You can never be too careful, and if you have a upwards of £200,000 (US$330,000) laying around, you could sleep a little easier as the new owner of a nuclear bunker. Built by the British government during the Cold War to ride out a Soviet attack, the decommissioned Cultybraggan Camp bunker is being put on the block as part of a plan to preserve and redevelop the former British Army camp.
Unlike many other previously secret bunkers that were sited under hotels and other seemingly innocent locations, Cultybraggan looks like a nuclear bunker. Tucked into the back of the camp, it’s surrounded by its own security fence and consists of two levels with the upper level above ground, though buried under soil. It’s hard to miss even from a distance because it’s topped by a large ventilator and a radio mast.
Once you get through a pair of blast doors, you’re faced with a huge installation covering about 26,000 sq ft (2,400 sq m) of carpeted space.There are 50 rooms designed to house 150 personnel in time of emergency, with a meeting room, kitchen, generator, life support systems, water tanks, dormitory, hospital, workshop, and even a BBC studio. And if you’re looking for a fixer upper, the floors contain large, removable concrete slabs, which makes it easy to upgrade and replace equipment.
Located outside Comrie, Scotland, Cultybraggan Camp isn't much to look at with its rows of Nissen huts and brick buildings. It was built in 1941 as PoW camp No. 21 for holding 4,000 of the most fanatical Nazi prisoners of war, and Hitler’s deputy Rudolf Hess spent a night there after he parachuted into Scotland from a Messerschmitt Bf 110 fighter plane in May of that year.
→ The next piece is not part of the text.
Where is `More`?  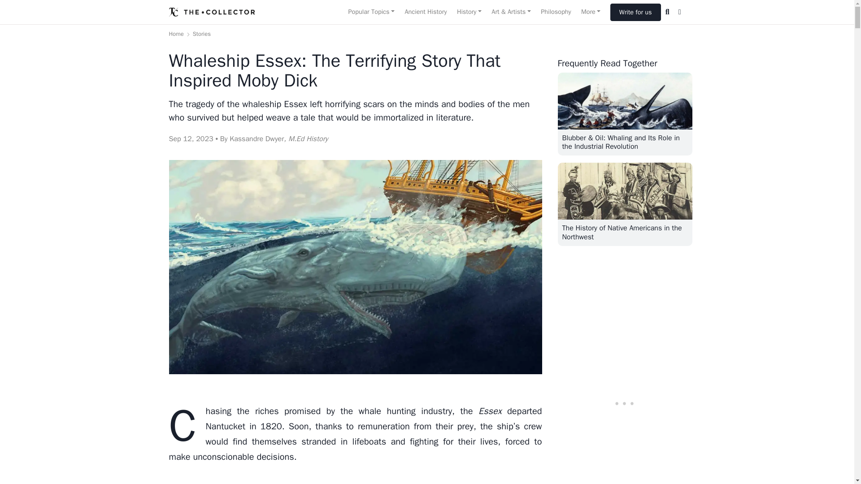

Cultybraggan was a bit of a backwater after the war, when it hosted various British Army units and a Royal Observers Corp post. Then, in the late 1980s, it was chosen as the site for a new Regional Government Headquarters (RGHQ) nuclear bunker. Completed in 1990 at the cost of £30 million (US$50 million), it was part of a strategy for dispersing the government in time of war to improve the chances of surviving a nuclear attack, with Cultybraggan controlling Region 1 (Scotland). From there, the Secretary of State for Scotland, the BBC, British Telecom, and other services could continue to operate after the bombs stopped falling.
Despite the cost, the end of the Cold War left Cultybraggan without a job, so in the early ‘90s it was sold to the Army, then to the Cumrie Development Trust in 2007 for preservation and redevelopment.
On March 27, at the Edinburgh Marriott Hotel, Future Property Auctions will put the decommissioned Cultybraggan Camp bunker on the block with bids starting at £200,000.